Best Practice content delivered: In direct response to EAC participant requests, SAP delivered executable best practice content in IBP 2511 — including planning views, analytic stories, and planning profiles that customers could use immediately rather than building from scratch. 

Real-Time issue resolution: Pattern observed throughout the EAC: When customers raised specific technical issues (e.g., attribute naming bugs, OKF behavior questions, lot-for-lot procedure gaps), SAP development teams often investigated and responded within 1–2 sessions — far faster than the standard support ticket process. 

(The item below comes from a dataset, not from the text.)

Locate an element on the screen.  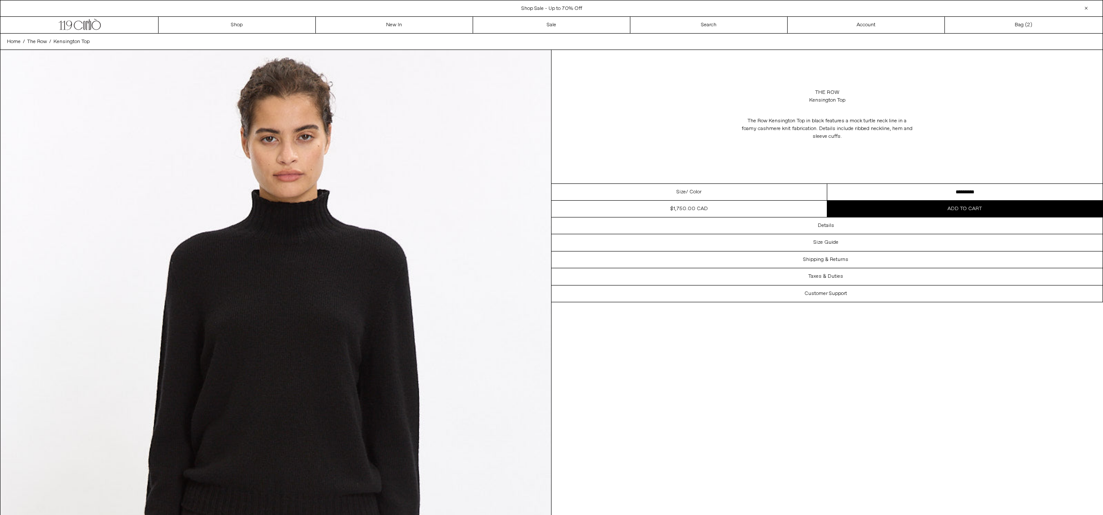
a: Shop Sale - Up to 70% Off is located at coordinates (552, 9).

Looking forward — Recommendations for future adopters 

Drawing on seven months of EAC discussions, here are the distilled recommendations for customers considering HPA adoption: 

  1. Start small with partial-scope copy : You do not need to adopt every HPA module at once. When copying I_SAPIBP2, select only what you need — Demand Planning and IO is a common starting point. Expand your footprint as you gain confidence. 
  2. Choose your integration strategy early: The RTI vs. CI decision has cascading effects on your architecture, team skills, and timeline.  
  3. Leverage coexistence for phased transition: HPA and SAP7F planning areas can run side-by-side on the same tenant using separate logical systems. This means you can validate HPA in a contained scope before decommissioning legacy areas — reducing risk significantly. 
  4. Plan for the upgrade lifecycle from day one: When you copy I_SAPIBP2, keep the original sample planning area untouched as a reference for future comparison. When new releases deliver additional content, use the planning area comparison tool to identify deltas and merge selectively. 
  5. Engage with SAP early: Customers in the EAC consistently received faster issue resolution, influenced the product roadmap directly, and benefited from peer learning that would have taken months to discover independently. If an EAC program exists for a capability you’re adopting, join it. 
  6. Best practice content Is your accelerator: Since IBP 2511, SAP has delivered executable planning views, analytic stories, and job profiles for HPA. Use them as your starting point rather than building from scratch. EAC participants who used the pre-release content reported significant time savings in their setup. 

Summary: 

 HPA is where SAP IBP is heading, and the early adopters in this program showed the way. They validated that the model works, the integration options are viable, and the value proposition is real — leaving a clear path for those who follow.